So you have a proposal to write, yet here you are participating in yet another inane group conversation that may include more than one agenda, a lack of clarity about who’s in charge or which way the team is proceeding, social loafing, grandstanding, or other counterproductive behaviors. It is probable that people are already “writing” their “sections” without the benefit of any sort of rallying points, guidance, or most importantly, an understanding of what main messages should be presented to the client. In these situations, I am frequently reminded of stone soup.

We all know the tale of stone soup, where hungry soldiers come to a village and discover that the villagers have hidden all of their food from them. The soldiers make a production out of making soup from stones, and one by one each villager contributes some ingredient that, together, produce a fine pot of soup.

Looking at yet another proposal introduction featuring “we are pleased to” and “we will” is more than most proposal professionals can bear, so they put two stones in the proverbial pot. “How about efficiency and quality? Does the customer care about that?” says the proposal manager. “Oh no,” says Sammy SME, “This customer doesn’t care about efficiency; they care about perfection.” Aha – one ingredient has been added.

At this point, your inner consultant may appear and want to play a new game called the “5 whys”, which involves repetitively asking “why?” to get to the underlying elements. For instance:

Q: So, why would this customer choose us?
A: Because we are pleased to submit this proposal to them.
Q: Why are we pleased to submit this proposal to them?
A: Because we care deeply about their mission.
Q: Why do we care deeply about their mission?
A: This company was founded by people who helped by this mission.
Q: Why would this customer care about that?
A: Because we are the only firm with a patented product line that addresses their main issue.
Q: Why doesn’t anyone else have that?
A: Because it is a labor of love and a huge resource commitment to replicate, and we have a first-mover advantage.

As shown here, proceeding down the 5 whys path is one way to get to one of the three main categories of win themes, which include discriminators or differentiators, themes based on strengths, and turnarounds and ghosts.

A lesser-known stone soup alternative may also be helpful in these situations. This one is attributed to General George Patton, who called it “rock soup.” When he found himself under-resourced and unauthorized to commit to offensive movements, General Patton would send out troops on “reconnaissance missions,” and they would get bogged down in skirmishes with the enemy. Once a few “recon patrols” were thus engaged, headquarters would invariably commit a larger body of troops to the effort. In this way, small-scale probes developed into all-out attacks in “self-defense.”

The proposal-writing equivalent to General Patton’s “rock soup” approach is in the absence of any win themes produced by client-facing staff, Business Developers, or others, an astute proposal manager can throw a few out there themselves. Inevitably, AFTER having done this, there will be no shortage of volunteers telling you how wrong you are. The willingness to populate a storyboard or whiteboard with ideas that are essentially sacrificial lambs takes a certain amount of moxie that not all would-be proposal managers possess… but it can be just the thing to get the conversation going.

Get two or more proposal consultants together, and in a few minutes, they will be talking about all of the salvage operations they have been on, guaranteed. Just like them, we have been discussing recovery operations here, and you might now be thinking about your next bowl of stone soup and who to invite over to be the chef. A much better approach is to do it right from the start. Cultivate win themes by listening to your prospective customer, thinking through what they are really saying, and identifying how best to help them. Most importantly your win themes then need to be run back by your prospective customer and validated prior to use.

3 Steps to Developing Win Themes

Developing win themes ideally follows a 3-step process. In the first step, brainstorm every known customer hot button based on the capture effort. Review RFP requirements, and add additional hot buttons. Sort the hot buttons by topic, combine similar items and eliminate redundant points. Put the resulting list in the priority order of the customer.

In the second step, restate the hot buttons in a positive light and flesh out “benefits.” Generate quantified “features” for each benefit that can become elements of your solution. Add “proofs” to each theme. Use placeholders for quantities or names in areas requiring further research, and assign action items to proposal team members to provide supporting facts for the chosen win themes.

In between steps, you should scrub and edit your win theme document to clean up the statements, add facts as they come in (including validations by the prospective customer), and further, sort your win themes into proposal-level and section-level statements.

In the third step, critically examine your win themes based on competitive analysis results and “ideal world” exercises. Restate any win themes that need work, add to your list, or find even better win themes. Repeatedly ask the question “so what?” and either weed out weak win themes or make them sub-bullets of stronger ones. Finally, map your win themes to the proposal outline and/or work packages.

Parachuting in or coming to the party late for clean-up work makes for great war stories of how you created that great batch of stew out of nothing but rocks, but real proposal winners do it right the first time and know what steps to take to pull the team together to create compelling win themes.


- What to do: From the entries below, return every line that includes the word "screenshot".

--- START ---

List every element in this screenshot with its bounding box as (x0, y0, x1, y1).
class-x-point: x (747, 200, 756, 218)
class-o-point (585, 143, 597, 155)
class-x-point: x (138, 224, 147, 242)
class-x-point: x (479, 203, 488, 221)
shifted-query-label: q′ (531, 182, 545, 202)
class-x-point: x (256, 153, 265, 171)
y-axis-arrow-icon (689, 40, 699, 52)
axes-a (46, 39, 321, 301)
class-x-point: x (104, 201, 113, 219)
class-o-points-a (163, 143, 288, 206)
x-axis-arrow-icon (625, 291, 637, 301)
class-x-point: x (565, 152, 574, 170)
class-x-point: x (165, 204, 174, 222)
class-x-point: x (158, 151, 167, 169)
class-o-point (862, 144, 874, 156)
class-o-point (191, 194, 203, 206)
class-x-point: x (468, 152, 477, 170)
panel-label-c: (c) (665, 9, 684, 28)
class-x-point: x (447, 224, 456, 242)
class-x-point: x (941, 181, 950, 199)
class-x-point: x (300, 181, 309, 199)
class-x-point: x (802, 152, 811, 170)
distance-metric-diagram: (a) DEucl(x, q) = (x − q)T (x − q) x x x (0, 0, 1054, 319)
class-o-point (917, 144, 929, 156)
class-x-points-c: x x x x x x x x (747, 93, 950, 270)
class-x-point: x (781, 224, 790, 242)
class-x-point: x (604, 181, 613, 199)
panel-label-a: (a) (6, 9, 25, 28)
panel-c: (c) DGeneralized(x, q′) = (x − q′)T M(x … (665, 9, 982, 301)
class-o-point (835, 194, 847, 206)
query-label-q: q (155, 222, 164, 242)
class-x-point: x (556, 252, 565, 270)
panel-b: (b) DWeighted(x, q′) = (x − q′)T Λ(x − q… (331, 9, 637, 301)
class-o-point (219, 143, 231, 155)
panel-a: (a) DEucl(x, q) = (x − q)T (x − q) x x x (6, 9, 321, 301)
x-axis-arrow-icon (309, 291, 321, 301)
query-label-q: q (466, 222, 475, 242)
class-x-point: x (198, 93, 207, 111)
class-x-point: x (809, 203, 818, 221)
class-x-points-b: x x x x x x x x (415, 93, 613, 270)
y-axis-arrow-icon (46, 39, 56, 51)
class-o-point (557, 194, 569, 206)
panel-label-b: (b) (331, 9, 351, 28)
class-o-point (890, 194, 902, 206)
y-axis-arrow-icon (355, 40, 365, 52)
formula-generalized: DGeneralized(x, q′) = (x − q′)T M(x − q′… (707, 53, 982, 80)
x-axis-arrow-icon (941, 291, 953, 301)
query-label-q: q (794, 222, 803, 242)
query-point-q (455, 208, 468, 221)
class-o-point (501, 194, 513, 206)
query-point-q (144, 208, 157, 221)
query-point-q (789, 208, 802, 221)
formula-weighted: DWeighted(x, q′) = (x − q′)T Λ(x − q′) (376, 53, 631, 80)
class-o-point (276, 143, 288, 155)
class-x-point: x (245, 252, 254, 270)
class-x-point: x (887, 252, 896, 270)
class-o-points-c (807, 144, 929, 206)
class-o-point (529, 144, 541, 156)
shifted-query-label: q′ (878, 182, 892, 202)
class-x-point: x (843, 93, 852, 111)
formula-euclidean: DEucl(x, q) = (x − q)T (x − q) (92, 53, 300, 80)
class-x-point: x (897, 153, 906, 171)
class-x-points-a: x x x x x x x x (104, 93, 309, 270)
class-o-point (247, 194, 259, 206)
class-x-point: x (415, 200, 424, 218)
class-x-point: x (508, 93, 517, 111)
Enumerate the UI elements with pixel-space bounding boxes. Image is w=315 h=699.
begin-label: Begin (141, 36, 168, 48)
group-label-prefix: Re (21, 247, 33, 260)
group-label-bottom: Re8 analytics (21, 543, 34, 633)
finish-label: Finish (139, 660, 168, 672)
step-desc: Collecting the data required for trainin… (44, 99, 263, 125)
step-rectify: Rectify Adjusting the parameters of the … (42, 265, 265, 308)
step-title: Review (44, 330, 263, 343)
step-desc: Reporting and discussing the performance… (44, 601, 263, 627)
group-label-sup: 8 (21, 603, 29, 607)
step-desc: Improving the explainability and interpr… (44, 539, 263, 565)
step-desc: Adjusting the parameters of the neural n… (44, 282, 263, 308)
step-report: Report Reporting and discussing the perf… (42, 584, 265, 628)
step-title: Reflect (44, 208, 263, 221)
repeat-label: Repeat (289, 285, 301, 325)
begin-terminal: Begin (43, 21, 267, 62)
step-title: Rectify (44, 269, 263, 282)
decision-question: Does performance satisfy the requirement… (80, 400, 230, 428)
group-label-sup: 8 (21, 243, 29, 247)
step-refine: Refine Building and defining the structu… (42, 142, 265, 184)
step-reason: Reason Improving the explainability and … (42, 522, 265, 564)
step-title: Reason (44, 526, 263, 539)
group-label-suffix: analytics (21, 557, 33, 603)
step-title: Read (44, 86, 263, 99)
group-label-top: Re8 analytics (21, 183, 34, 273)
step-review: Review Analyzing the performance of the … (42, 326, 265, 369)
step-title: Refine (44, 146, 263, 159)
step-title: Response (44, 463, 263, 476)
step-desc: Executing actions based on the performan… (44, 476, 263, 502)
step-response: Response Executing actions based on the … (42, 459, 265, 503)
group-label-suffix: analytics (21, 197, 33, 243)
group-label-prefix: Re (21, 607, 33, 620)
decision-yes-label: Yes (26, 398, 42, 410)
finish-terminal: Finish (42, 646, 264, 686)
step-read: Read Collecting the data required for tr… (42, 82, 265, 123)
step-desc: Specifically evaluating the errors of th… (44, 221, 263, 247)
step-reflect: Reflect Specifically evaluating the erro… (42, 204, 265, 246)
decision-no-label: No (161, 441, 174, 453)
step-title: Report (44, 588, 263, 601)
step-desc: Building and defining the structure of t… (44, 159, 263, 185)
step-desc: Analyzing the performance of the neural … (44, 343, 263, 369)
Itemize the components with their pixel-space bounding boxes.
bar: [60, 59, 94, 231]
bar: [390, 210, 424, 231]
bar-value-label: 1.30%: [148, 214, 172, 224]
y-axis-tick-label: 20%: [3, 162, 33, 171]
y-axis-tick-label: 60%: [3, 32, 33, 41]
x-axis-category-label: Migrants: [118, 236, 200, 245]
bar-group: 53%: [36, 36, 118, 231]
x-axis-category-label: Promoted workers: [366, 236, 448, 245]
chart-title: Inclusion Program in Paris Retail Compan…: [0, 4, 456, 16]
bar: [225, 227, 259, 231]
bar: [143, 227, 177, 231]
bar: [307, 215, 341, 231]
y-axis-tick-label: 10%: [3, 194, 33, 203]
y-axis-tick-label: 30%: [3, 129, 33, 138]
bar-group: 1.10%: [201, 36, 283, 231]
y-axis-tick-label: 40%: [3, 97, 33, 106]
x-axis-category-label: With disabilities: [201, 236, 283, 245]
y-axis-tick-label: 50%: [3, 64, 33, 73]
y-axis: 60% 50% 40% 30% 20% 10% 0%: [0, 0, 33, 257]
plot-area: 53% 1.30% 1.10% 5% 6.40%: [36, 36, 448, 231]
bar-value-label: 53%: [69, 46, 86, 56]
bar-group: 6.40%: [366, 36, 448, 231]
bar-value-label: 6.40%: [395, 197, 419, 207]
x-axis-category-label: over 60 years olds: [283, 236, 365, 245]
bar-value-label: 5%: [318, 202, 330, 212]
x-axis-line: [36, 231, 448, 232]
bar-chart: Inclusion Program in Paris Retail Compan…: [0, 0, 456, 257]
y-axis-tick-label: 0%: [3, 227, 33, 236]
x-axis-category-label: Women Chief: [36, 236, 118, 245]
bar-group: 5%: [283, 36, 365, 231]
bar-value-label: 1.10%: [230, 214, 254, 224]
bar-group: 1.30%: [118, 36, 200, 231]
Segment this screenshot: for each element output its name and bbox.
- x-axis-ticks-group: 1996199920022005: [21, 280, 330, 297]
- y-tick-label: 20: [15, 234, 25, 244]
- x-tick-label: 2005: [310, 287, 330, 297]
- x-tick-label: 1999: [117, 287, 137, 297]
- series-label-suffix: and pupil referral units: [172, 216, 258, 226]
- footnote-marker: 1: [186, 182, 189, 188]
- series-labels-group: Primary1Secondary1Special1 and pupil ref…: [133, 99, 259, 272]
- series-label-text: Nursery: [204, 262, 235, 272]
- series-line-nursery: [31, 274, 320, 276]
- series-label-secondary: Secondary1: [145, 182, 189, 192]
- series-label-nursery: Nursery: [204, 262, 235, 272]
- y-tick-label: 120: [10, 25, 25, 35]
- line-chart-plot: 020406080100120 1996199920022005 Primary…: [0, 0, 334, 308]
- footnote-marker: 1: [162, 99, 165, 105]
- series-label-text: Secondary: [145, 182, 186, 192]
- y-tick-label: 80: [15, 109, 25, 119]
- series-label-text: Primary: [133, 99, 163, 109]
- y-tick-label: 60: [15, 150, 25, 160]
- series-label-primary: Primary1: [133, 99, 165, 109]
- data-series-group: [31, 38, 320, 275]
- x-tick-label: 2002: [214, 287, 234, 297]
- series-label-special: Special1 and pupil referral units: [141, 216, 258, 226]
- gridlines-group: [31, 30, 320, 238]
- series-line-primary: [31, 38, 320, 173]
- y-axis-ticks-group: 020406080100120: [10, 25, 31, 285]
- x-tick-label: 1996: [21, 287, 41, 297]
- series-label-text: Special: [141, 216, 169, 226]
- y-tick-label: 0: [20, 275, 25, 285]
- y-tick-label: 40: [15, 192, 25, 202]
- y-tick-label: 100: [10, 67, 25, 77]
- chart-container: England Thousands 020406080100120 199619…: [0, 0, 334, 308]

--- END ---

- Expected answer:
List every element in this screenshot with its bounding box as (x0, y0, x1, y1).
Segment this screenshot: for each element output its name and bbox.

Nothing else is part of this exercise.